Reg reader applauds World's Crappiest phish

Steve the Cynic
FAIL

Well, it sounds ...

... pretty stupidious to me...

Microsoft, martyrs, and the sizzle of Natal

Steve the Cynic
WTF?

Ballmer's words...

"you gesture and it recognizes your voice"

Fascinating, so it sees me wave my hand, and because of that it recognizes my voice?

Monkey Boy wins again!

(Hey! Where's the Bozo Ballmer icon?)

Cops back in on BT/Phorm case

Steve the Cynic

Mens Rea == Guilty Mind

Intent is very much a part of criminal law. For example, the essential difference between murder (killing a person) and manslaughter (killing a person without meaning to) is that in the second the killer didn't mean to kill, while in the first he did.

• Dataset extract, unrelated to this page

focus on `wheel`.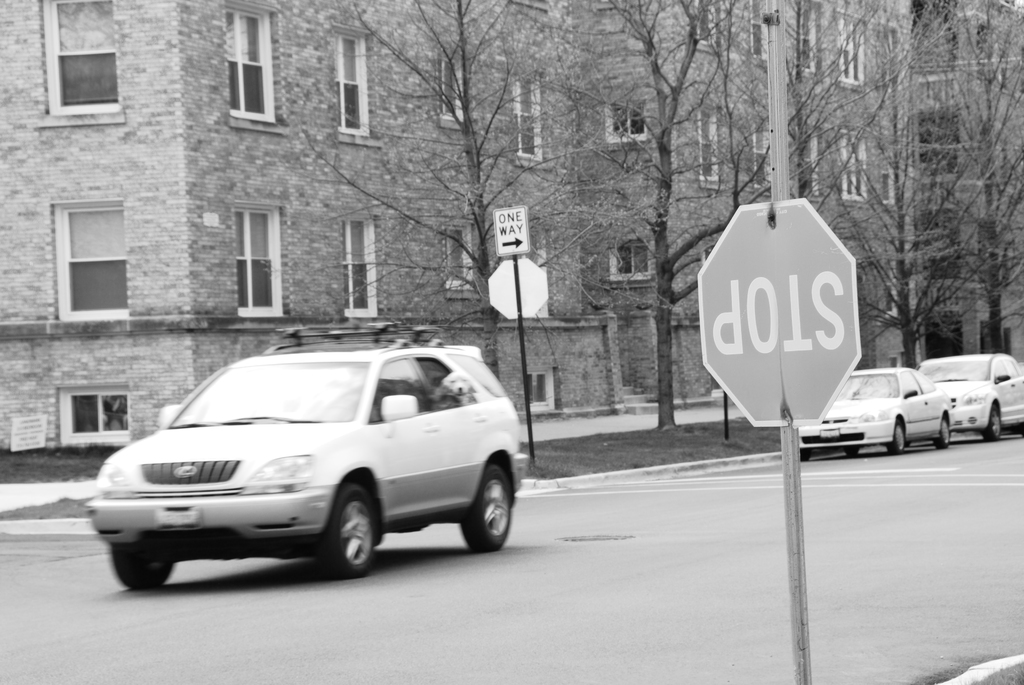
Focused at select_region(311, 489, 376, 582).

"Conspiracy to [something]" is, of course, the ultimate "intent" crime. In a conspiracy case, the accused is not accused of actually doing [something], but merely of having (and discussing) the intent of doing it.

For some offences, of course, the question of intent is specifically excluded: English criminal law has the idea of "strict liability" offences, i.e. ones for which the mere fact of having done the deed is sufficient, and no account will be taken of a lack of criminal intent when determining guilt or innocence.